04 February,2018 09:26 AM IST | Mumbai | Jane Borges
In this undated picture, members of the community are seen hard at work to build the township of Auroville. Pic courtesy/Sri Aurobindo Ashram Archives
In February 1968, when 5,000 people thronged a desolate landscape, over 10 kilometres north of Pondicherry, now Puducherry, the excitement was palpable. Each one present there was carrying with them a dream - one that bore the promise of a new home where peace triumphed and learning never ended. Fifty years on, those ideals, once propounded by the spiritual collaborator of Sri Aurobindo, Blanche Rachel Mirra Alfassa, known to her followers as the Mother, live on in Auroville, the experimental complex she imagined for seekers of the world.
The Matrimandir, situated in the centre of the town, is an edifice of spiritual significance for practitioners of Integral Yoga, a philosophy of Sri Aurobindo. Pic courtesy/Paulette Hadnagy
With the residents of this township celebrating the 50th anniversary of its inauguration this month, a new anthology edited by writer Akash Kapur, titled Auroville: Dream and Reality (Penguin Random House), revisits the story of this venerable dreamland through literature, written about or inspired by it.
Through curated pieces of prose and poetry, Kapur, an Arovilian himself - his family moved here when he was 10 - hopes to "provide a layer of explanation" about the place, which he feels often gets misconstrued as utopian. "Utopia is by definition unreal, unattainable," he writes in the book. Auroville, he says, is not a utopia, but a "complex, lived and very real community of some 2,500 people nestled above the Indian Ocean, on the Bay of Bengal".
Dotted with schools, restaurants, shops and sports centres, Auroville, he says, looks like any other township, just that it's a lot different. "In India, I think it stands out for its environmental consciousness and ecological sensitivity. In India and the world, it stands out for its efforts to create an alternative to materialism and capitalism," Kapur says in an email interview. In the process, it has become a "sanctuary from the unconsciousness, self-destructiveness, and madness of the world". "More than that, though, it is also a laboratory for developing solutions to these ailments," he explains.
While the book helps fill the gaps surrounding the Aurovilian value systems, these ideas still appear vague. "Yes, people say that there is mystery surrounding Auroville. I think that is the case for many reasons," says Kapur, while describing the town as "elusive" and "hard to grasp". "It doesn't fit into any established narrative, model or pre-conception. Also, it is a very complex place, full of contradictions. So, it has multiple realities, not all of them immediately apparent. I think it's fair to say it doesn't open itself up or lend itself to analysis after just a few hours [or days] of visit. It needs time, needs a much more sustained engagement if it is to open itself up," he adds.
What he, however, feels has been working against the township is the growing tourist hordes. "I appreciate that people are interested in Auroville. At the same time, it is too small and was not designed to be a tourist attraction."
Yet, Aurovilians are not one to easily give in. "People [here] are really trying, they really are making the effort to live in a different way and to lay the seeds, however fledgling, for an alternative, better world. It's still very much a work in progress, but the effort alone is in my opinion, highly admirable."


◆ **What is needed**
Once the records have been read, set every one down as it stands.

◆ **Task input**
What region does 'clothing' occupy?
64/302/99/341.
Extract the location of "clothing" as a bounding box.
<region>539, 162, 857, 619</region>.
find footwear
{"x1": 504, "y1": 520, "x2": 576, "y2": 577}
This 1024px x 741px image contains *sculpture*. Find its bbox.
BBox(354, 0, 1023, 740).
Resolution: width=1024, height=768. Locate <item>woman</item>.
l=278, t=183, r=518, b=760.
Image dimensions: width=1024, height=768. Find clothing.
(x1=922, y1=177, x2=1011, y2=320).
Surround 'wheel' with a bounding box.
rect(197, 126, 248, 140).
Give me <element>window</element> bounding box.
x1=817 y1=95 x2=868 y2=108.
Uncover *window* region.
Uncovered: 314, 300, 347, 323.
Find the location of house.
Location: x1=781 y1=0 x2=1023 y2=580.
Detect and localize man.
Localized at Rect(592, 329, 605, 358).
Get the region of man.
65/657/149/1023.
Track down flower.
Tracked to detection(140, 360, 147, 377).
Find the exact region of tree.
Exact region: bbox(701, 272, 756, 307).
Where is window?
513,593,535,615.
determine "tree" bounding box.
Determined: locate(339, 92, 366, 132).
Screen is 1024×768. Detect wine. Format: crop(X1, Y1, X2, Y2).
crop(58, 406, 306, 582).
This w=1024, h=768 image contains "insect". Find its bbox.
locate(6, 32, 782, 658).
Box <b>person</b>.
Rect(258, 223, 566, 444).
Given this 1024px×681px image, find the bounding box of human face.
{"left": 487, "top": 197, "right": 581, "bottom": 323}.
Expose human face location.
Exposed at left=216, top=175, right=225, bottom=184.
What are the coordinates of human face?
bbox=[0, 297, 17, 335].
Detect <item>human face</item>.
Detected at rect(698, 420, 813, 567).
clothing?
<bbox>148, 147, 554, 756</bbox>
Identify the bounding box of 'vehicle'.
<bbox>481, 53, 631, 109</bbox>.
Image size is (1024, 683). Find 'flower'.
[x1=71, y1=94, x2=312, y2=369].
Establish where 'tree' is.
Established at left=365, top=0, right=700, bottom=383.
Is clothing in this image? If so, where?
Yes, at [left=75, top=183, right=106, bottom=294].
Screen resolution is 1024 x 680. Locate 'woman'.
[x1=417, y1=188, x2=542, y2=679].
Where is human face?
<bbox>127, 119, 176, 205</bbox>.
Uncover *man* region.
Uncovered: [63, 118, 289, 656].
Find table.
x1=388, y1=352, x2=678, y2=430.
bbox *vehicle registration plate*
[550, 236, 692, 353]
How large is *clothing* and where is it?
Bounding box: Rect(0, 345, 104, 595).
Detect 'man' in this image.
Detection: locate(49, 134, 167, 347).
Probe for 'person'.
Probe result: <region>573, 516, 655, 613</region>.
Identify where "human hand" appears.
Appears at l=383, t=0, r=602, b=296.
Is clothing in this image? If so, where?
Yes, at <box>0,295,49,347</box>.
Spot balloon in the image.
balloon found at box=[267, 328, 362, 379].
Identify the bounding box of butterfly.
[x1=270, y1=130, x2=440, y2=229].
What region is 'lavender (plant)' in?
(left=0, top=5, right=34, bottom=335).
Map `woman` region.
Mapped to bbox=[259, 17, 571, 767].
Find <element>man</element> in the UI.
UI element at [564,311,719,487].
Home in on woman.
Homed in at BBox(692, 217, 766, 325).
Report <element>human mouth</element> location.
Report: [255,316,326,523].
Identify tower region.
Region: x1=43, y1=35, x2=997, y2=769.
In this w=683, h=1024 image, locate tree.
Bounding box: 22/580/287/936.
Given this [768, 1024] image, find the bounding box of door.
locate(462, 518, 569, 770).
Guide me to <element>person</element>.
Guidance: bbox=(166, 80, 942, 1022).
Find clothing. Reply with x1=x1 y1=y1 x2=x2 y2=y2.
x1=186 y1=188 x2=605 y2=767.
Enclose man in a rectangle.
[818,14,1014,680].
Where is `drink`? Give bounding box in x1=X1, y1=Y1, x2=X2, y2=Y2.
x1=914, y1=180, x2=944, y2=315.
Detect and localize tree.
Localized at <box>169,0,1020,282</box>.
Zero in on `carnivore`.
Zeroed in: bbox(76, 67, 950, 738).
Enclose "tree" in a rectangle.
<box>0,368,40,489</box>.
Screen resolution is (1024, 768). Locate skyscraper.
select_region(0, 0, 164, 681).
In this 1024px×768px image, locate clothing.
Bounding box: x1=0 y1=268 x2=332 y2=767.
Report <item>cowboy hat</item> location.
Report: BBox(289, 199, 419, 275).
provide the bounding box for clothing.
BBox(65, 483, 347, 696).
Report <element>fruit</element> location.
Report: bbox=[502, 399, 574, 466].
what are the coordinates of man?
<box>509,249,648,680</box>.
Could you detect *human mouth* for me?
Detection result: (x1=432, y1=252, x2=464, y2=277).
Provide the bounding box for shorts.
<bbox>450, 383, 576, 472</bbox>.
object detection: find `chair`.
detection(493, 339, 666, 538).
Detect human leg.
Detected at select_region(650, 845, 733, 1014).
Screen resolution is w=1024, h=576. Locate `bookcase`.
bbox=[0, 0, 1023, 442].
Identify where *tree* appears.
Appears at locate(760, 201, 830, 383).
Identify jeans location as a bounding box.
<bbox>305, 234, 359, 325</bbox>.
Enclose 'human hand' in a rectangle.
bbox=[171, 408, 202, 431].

◆ **Your solution**
What region does 'clothing' occupy?
64/302/99/341.
Extract the location of "clothing" as a bounding box.
<region>539, 162, 857, 619</region>.
find footwear
{"x1": 504, "y1": 520, "x2": 576, "y2": 577}
This 1024px x 741px image contains *sculpture*. Find its bbox.
BBox(354, 0, 1023, 740).
Resolution: width=1024, height=768. Locate <item>woman</item>.
l=278, t=183, r=518, b=760.
Image dimensions: width=1024, height=768. Find clothing.
(x1=922, y1=177, x2=1011, y2=320).
Surround 'wheel' with a bounding box.
rect(197, 126, 248, 140).
Give me <element>window</element> bounding box.
x1=817 y1=95 x2=868 y2=108.
Uncover *window* region.
Uncovered: 314, 300, 347, 323.
Find the location of house.
Location: x1=781 y1=0 x2=1023 y2=580.
Detect and localize man.
Localized at Rect(592, 329, 605, 358).
Get the region of man.
65/657/149/1023.
Track down flower.
Tracked to detection(140, 360, 147, 377).
Find the exact region of tree.
Exact region: bbox(701, 272, 756, 307).
Where is window?
513,593,535,615.
determine "tree" bounding box.
Determined: locate(339, 92, 366, 132).
Screen is 1024×768. Detect wine. Format: crop(X1, Y1, X2, Y2).
crop(58, 406, 306, 582).
This w=1024, h=768 image contains "insect". Find its bbox.
locate(6, 32, 782, 658).
Box <b>person</b>.
Rect(258, 223, 566, 444).
Given this 1024px×681px image, find the bounding box of human face.
{"left": 487, "top": 197, "right": 581, "bottom": 323}.
Expose human face location.
Exposed at left=216, top=175, right=225, bottom=184.
What are the coordinates of human face?
bbox=[0, 297, 17, 335].
Detect <item>human face</item>.
Detected at rect(698, 420, 813, 567).
clothing?
<bbox>148, 147, 554, 756</bbox>
Identify the bounding box of 'vehicle'.
<bbox>481, 53, 631, 109</bbox>.
Image size is (1024, 683). Find 'flower'.
[x1=71, y1=94, x2=312, y2=369].
Establish where 'tree' is.
Established at left=365, top=0, right=700, bottom=383.
Is clothing in this image? If so, where?
Yes, at [left=75, top=183, right=106, bottom=294].
Screen resolution is 1024 x 680. Locate 'woman'.
[x1=417, y1=188, x2=542, y2=679].
Where is human face?
<bbox>127, 119, 176, 205</bbox>.
Uncover *man* region.
Uncovered: [63, 118, 289, 656].
Find table.
x1=388, y1=352, x2=678, y2=430.
bbox *vehicle registration plate*
[550, 236, 692, 353]
How large is *clothing* and where is it?
Bounding box: Rect(0, 345, 104, 595).
Detect 'man' in this image.
Detection: locate(49, 134, 167, 347).
Probe for 'person'.
Probe result: <region>573, 516, 655, 613</region>.
Identify where "human hand" appears.
Appears at l=383, t=0, r=602, b=296.
Is clothing in this image? If so, where?
Yes, at <box>0,295,49,347</box>.
Spot balloon in the image.
balloon found at box=[267, 328, 362, 379].
Identify the bounding box of butterfly.
[x1=270, y1=130, x2=440, y2=229].
What region is 'lavender (plant)' in?
(left=0, top=5, right=34, bottom=335).
Map `woman` region.
Mapped to bbox=[259, 17, 571, 767].
Find <element>man</element> in the UI.
UI element at [564,311,719,487].
Home in on woman.
Homed in at BBox(692, 217, 766, 325).
Report <element>human mouth</element> location.
Report: [255,316,326,523].
Identify tower region.
Region: x1=43, y1=35, x2=997, y2=769.
In this w=683, h=1024 image, locate tree.
Bounding box: 22/580/287/936.
Given this [768, 1024] image, find the bounding box of door.
locate(462, 518, 569, 770).
Guide me to <element>person</element>.
Guidance: bbox=(166, 80, 942, 1022).
Find clothing. Reply with x1=x1 y1=y1 x2=x2 y2=y2.
x1=186 y1=188 x2=605 y2=767.
Enclose man in a rectangle.
[818,14,1014,680].
Where is `drink`? Give bounding box in x1=X1, y1=Y1, x2=X2, y2=Y2.
x1=914, y1=180, x2=944, y2=315.
Detect and localize tree.
Localized at <box>169,0,1020,282</box>.
Zero in on `carnivore`.
Zeroed in: bbox(76, 67, 950, 738).
Enclose "tree" in a rectangle.
<box>0,368,40,489</box>.
Screen resolution is (1024, 768). Locate skyscraper.
select_region(0, 0, 164, 681).
In this 1024px×768px image, locate clothing.
Bounding box: x1=0 y1=268 x2=332 y2=767.
Report <item>cowboy hat</item> location.
Report: BBox(289, 199, 419, 275).
provide the bounding box for clothing.
BBox(65, 483, 347, 696).
Report <element>fruit</element> location.
Report: bbox=[502, 399, 574, 466].
what are the coordinates of man?
<box>509,249,648,680</box>.
Could you detect *human mouth* for me?
Detection result: (x1=432, y1=252, x2=464, y2=277).
Provide the bounding box for shorts.
<bbox>450, 383, 576, 472</bbox>.
object detection: find `chair`.
detection(493, 339, 666, 538).
Detect human leg.
Detected at select_region(650, 845, 733, 1014).
Screen resolution is w=1024, h=576. Locate `bookcase`.
bbox=[0, 0, 1023, 442].
Identify where *tree* appears.
Appears at locate(760, 201, 830, 383).
Identify jeans location as a bounding box.
<bbox>305, 234, 359, 325</bbox>.
Enclose 'human hand' in a rectangle.
bbox=[171, 408, 202, 431].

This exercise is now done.